The boss of JP Morgan, Jamie Dimon, has warned he could scrap plans to build a new £3bn UK headquarters in London if Keir Starmer is replaced by a new Labour prime minister who is hostile to banks.
JP Morgan revealed plans last November to build the tower in Canary Wharf, hours after lenders were spared tax hikes in Rachel Reeves’s autumn budget following strong lobbying by the banking sector.
Dimon said the US bank could look past the current political instability around Starmer’s future in No 10, which has roiled bond markets and sent domestic bank shares plunging.
However, he warned that plans to build the bank’s new HQ – which will house more than half of its 23,000 UK staff – could be reversed if a new leader were to target lenders.
He told Bloomberg TV during an interview in Paris on Tuesday that construction plans would be threatened “not [by] political instability, but if they become hostile to banks again”.
“I’ve always objected to the fact … we paid probably $10bn in extra taxes by now,” he added. “I don’t think that’s right or fair. If that happens too much we will reconsider.”
It is understood that Dimon was referring to the UK’s decision to target banks with two sector-specific taxes as a result of the 2008 financial crisis: the bank surcharge, which is a tax on bank profits, and the bank levy, which applies to certain parts of lenders’ UK balance sheets.
Dimon has publicly praised Starmer and Reeves in the past, and said on Tuesday that Starmer was a “smart guy”. However, JP Morgan stressed in November that the Canary Wharf tower plan would depend on “a continuing positive business environment in the UK”.
Questions were recently raised about the financial inducements the company has sought from the UK government to build the skyscraper. JP Morgan has requested a discount on its business rates, according to documents produced by Tower Hamlets council, despite having reported a net income of $57bn (£43bn) in 2025.

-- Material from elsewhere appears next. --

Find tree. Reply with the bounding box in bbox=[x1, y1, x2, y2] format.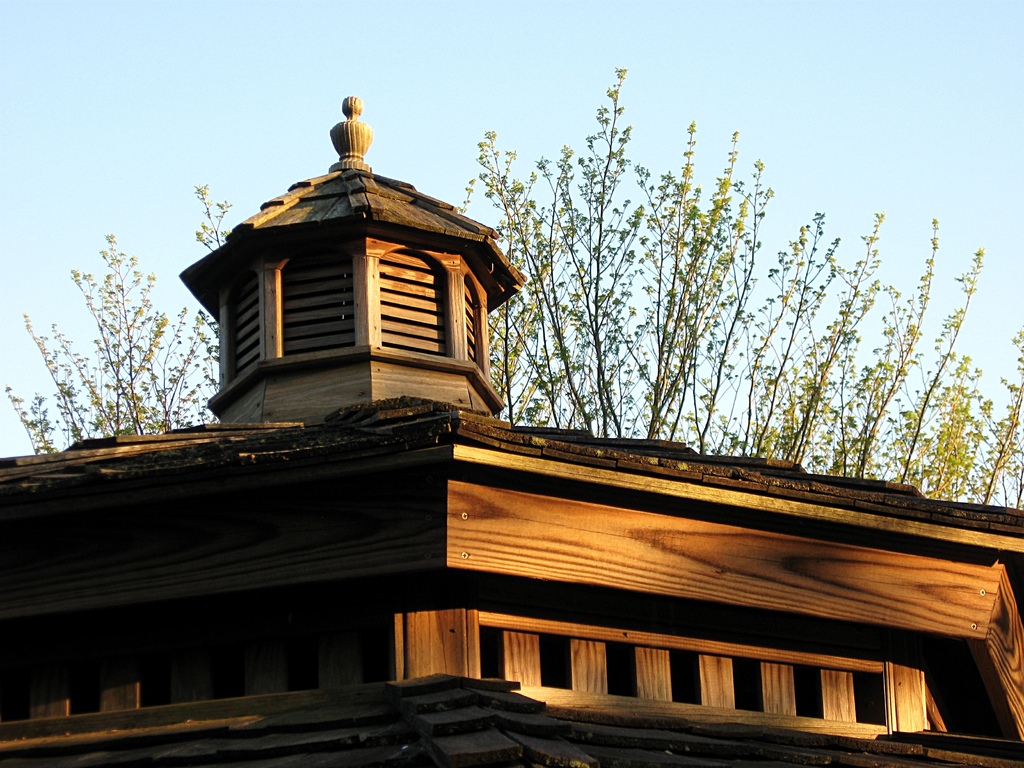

The current political turmoil has ruffled feathers in other corners of the City, with one investment banking source telling the Guardian that stock market flotations “could be derailed” by a leadership fight.
“If you’re planning for an IPO, for example, you need stability in the markets … There’s been talk of a number of IPOs coming down the track in the UK, and that gets derailed in situations like this.”
They added that there had been “quite positive signals from the City” about Reeves’ plans to generate growth, “so for anything to be derailed at this point would be damaging”.
“The worst thing at the moment would be going through another messy leadership race,” the source said, adding that “we don’t want to see what we experienced with the previous government” – a reference to the Conservative party’s rotating cast of prime ministers.